Biz & IT —

Microsoft 1Q18: Office 365 is booming, Azure continues to climb

Surface is up, too.

A Microsoft office (not to be confused with Microsoft Office).
Enlarge / A Microsoft office (not to be confused with Microsoft Office).

Microsoft has posted its results for the first quarter of its 2018 financial year. Revenue was $24.5 billion, an increase of 12 percent year on year, with an operating income of $7.7 billion, up 15 percent, a net income of $6.6 billion, up 16 percent, and earnings per share of $0.84, up 17 percent.

Microsoft currently has three reporting segments: Productivity and Business Processes (covering Office, Exchange, SharePoint, Skype, and Dynamics), Intelligent Cloud (including Azure, Windows Server, SQL Server, Visual Studio, and Enterprise Services), and More Personal Computing (covering Windows, hardware, and Xbox, as well as search and advertising).

The company also continues to report numbers from LinkedIn both as part of the Productivity group and independently. No year-on-year numbers are offered for the social network, as it still hasn't been under Microsoft ownership for a full year. LinkedIn had revenue of $1.1 billion, with a cost of revenue of $0.4 billion and operating expenses of $1.0 billion, for a total loss of $0.3 billion.

The Productivity group as a whole reported revenue of $8.24 billion, with operating income of $3.0 billion, representing increases of 28 percent and 3 percent, respectively. Compared to a year ago, that's a revenue increase of $1.8 billion; $1.1 billion of that is the aforementioned LinkedIn revenue, with the remainder attributed to Office 365. Commercial Office 365 seats are up 32 percent, and consumer Office 365 seats are up 17 percent to 28 million. Overall, commercial Office revenue was up 10 percent, consumer 12 percent. Dynamics products also showed strong growth, up 13 percent. Last quarter the company announced that Office 365 subscriptions outnumbered perpetual licenses, and earlier this month the company said that by its 2019 fiscal year, it expected two-thirds of Office customers to be 365 subscribers.

Cloud group revenue was $6.9 billion, up 14 percent, with operating income of $2.1 billion, up 20 percent. The growth came almost entirely from server products and cloud services, which in aggregate grew by 17 percent, or $0.8 billion. Revenue from Azure was up 90 percent, and compute usage more than doubled year on year. Server products grew by a more modest 2 percent. The number of Enterprise Mobility users grew 68 percent, to 55 million.

In the More Personal Computing group, revenue was down less than 1 percent, at $9.4 billion, with operating income up 26 percent to $2.6 billion. Phone revenue dropped to essentially zero, hurting revenue by 3 percent, but this was substantially offset by growth in both search and Surface revenue. Surface revenue was up 12 percent or $0.1 billion, taking it back over the $1 billion a quarter mark, and search revenue was up 15 percent. Xbox Live has 53 million monthly active users; up 6 million from last year, but flat sequentially.

Windows OEM Pro revenue was up 7 percent; non-Pro down 1 percent. The Pro revenue outpaced the commercial PC market; the non-Pro was in line with the consumer PC market. Windows Commercial and cloud revenue rose 7 percent on the back of subscription revenue growth.

Microsoft continues to talk about its commercial cloud annualized run rate, and it now exceeds $20 billion. Seven quarters ago it was just under $10 billion, so it has more than doubled in just under two years. This run rate, decried by former CEO Steve Ballmer as "bullshit" in 2015, continues to obfuscate the relative strengths of Office 365, Dynamics 365, and Azure.

Surface Laptop and the 2017 Surface Pro both had their first full quarter of availability. The Surface line-up was already starting to look a little long in the tooth a year ago—they continued to use Intel's Skylake chips, while that same quarter saw the release of Kaby Lake processors. Surface Laptop should in principle give greater market reach, appealing to a range of customers not interested in the Surface Pro tablet. Surface Pro's upgrade was very modest but compelling for artists, and its Kaby Lake processor made it attractive particularly for those using the Surface Pro 3 or older. And yet, while revenue was up on the back of these products, it perhaps wasn't as much up as one might have expected.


▶ [WHAT YOU WILL DO]: Look below for the line with "Identify all the", then give it again exactly, along with every line that comes after it, the final line included.

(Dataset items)
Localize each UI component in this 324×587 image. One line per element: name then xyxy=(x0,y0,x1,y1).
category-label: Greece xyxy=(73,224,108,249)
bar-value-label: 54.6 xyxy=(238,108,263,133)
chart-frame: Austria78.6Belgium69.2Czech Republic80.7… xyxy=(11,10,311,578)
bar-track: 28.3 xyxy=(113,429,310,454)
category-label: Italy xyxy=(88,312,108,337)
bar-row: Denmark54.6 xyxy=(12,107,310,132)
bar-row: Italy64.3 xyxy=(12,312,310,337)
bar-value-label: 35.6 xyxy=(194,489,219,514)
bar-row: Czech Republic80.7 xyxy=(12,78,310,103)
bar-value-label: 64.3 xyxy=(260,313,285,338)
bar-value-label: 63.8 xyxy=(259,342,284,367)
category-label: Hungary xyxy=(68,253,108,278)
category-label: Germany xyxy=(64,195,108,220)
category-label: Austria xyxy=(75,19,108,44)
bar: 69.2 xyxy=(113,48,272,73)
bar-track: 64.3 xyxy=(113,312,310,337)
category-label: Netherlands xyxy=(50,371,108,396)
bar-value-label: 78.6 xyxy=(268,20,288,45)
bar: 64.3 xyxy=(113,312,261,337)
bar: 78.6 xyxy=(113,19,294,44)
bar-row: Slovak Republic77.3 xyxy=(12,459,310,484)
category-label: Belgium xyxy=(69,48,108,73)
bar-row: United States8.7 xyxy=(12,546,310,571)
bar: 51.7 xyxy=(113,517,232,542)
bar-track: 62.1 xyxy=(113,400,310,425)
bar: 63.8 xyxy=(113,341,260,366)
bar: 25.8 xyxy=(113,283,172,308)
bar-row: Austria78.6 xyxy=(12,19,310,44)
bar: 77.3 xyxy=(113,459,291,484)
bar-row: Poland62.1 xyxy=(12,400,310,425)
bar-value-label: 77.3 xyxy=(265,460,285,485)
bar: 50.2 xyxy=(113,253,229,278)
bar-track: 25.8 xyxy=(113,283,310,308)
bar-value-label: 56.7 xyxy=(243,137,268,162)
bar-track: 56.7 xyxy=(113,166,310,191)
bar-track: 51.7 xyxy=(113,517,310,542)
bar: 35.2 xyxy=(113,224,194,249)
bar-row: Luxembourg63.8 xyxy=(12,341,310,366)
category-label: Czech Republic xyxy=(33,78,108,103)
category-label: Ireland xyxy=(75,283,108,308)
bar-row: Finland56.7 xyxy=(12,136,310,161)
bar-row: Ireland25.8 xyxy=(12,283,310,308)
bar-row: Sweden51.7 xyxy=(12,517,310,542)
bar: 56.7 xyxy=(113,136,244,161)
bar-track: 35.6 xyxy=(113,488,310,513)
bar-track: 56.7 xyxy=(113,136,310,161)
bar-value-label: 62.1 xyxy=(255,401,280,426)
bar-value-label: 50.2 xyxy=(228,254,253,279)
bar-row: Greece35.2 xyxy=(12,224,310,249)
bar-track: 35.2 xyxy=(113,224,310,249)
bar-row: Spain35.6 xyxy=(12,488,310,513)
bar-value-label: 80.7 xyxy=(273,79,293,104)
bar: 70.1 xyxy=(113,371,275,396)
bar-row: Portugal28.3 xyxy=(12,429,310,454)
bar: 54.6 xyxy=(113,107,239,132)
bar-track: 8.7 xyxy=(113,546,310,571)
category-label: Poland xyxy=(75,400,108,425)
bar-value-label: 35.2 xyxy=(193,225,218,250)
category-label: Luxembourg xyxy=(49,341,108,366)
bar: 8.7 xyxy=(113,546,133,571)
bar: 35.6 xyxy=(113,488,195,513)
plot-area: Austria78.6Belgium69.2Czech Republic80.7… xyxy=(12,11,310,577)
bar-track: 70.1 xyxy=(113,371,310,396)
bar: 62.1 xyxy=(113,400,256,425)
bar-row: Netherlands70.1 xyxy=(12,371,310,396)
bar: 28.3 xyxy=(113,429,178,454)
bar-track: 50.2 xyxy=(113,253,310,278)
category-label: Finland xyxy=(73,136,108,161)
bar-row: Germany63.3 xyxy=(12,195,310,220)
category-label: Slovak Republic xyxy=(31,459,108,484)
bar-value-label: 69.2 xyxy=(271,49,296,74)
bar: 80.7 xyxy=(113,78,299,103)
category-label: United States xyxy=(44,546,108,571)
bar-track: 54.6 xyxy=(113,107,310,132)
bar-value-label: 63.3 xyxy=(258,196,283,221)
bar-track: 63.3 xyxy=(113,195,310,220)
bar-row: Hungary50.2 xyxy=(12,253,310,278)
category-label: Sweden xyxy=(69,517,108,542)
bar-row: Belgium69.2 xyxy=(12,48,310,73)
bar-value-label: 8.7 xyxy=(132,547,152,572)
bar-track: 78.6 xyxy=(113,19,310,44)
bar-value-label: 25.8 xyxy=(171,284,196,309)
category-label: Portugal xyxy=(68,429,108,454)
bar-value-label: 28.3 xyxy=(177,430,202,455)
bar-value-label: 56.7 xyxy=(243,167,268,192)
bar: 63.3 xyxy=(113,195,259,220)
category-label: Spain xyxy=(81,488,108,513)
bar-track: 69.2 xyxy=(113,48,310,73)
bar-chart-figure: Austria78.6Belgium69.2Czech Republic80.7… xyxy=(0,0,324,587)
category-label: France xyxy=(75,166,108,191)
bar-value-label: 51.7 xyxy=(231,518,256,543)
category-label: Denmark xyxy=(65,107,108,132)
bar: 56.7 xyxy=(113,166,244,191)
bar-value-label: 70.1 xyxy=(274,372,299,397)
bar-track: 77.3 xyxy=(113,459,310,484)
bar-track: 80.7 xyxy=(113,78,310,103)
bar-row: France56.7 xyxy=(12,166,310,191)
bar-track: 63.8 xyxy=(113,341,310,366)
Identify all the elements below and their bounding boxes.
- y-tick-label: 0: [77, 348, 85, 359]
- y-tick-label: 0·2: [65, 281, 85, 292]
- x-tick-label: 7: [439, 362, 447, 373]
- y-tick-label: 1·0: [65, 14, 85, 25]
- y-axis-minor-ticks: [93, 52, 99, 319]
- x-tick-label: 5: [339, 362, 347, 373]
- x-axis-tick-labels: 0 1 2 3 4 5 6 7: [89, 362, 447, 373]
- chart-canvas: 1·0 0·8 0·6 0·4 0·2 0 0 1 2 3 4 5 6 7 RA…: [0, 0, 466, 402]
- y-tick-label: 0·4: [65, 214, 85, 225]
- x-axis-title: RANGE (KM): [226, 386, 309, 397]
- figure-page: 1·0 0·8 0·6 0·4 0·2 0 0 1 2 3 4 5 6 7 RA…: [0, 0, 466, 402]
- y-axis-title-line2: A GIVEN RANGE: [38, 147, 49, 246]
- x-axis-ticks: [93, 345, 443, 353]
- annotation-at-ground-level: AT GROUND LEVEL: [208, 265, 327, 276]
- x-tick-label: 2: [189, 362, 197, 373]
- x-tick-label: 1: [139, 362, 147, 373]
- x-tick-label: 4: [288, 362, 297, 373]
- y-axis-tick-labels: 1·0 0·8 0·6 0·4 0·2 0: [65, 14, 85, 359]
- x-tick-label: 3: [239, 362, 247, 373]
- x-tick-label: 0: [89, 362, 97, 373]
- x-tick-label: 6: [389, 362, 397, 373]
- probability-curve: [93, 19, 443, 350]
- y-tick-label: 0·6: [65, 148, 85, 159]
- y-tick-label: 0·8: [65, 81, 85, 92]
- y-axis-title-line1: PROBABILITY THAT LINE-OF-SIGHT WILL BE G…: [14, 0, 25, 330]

▶ [FINAL ANSWER]:
Identify all the elements below and their bounding boxes.
- y-tick-label: 0: [77, 348, 85, 359]
- y-tick-label: 0·2: [65, 281, 85, 292]
- x-tick-label: 7: [439, 362, 447, 373]
- y-tick-label: 1·0: [65, 14, 85, 25]
- y-axis-minor-ticks: [93, 52, 99, 319]
- x-tick-label: 5: [339, 362, 347, 373]
- x-axis-tick-labels: 0 1 2 3 4 5 6 7: [89, 362, 447, 373]
- chart-canvas: 1·0 0·8 0·6 0·4 0·2 0 0 1 2 3 4 5 6 7 RA…: [0, 0, 466, 402]
- y-tick-label: 0·4: [65, 214, 85, 225]
- x-axis-title: RANGE (KM): [226, 386, 309, 397]
- figure-page: 1·0 0·8 0·6 0·4 0·2 0 0 1 2 3 4 5 6 7 RA…: [0, 0, 466, 402]
- y-axis-title-line2: A GIVEN RANGE: [38, 147, 49, 246]
- x-axis-ticks: [93, 345, 443, 353]
- annotation-at-ground-level: AT GROUND LEVEL: [208, 265, 327, 276]
- x-tick-label: 2: [189, 362, 197, 373]
- x-tick-label: 1: [139, 362, 147, 373]
- x-tick-label: 4: [288, 362, 297, 373]
- y-axis-tick-labels: 1·0 0·8 0·6 0·4 0·2 0: [65, 14, 85, 359]
- x-tick-label: 3: [239, 362, 247, 373]
- x-tick-label: 0: [89, 362, 97, 373]
- x-tick-label: 6: [389, 362, 397, 373]
- probability-curve: [93, 19, 443, 350]
- y-tick-label: 0·6: [65, 148, 85, 159]
- y-tick-label: 0·8: [65, 81, 85, 92]
- y-axis-title-line1: PROBABILITY THAT LINE-OF-SIGHT WILL BE G…: [14, 0, 25, 330]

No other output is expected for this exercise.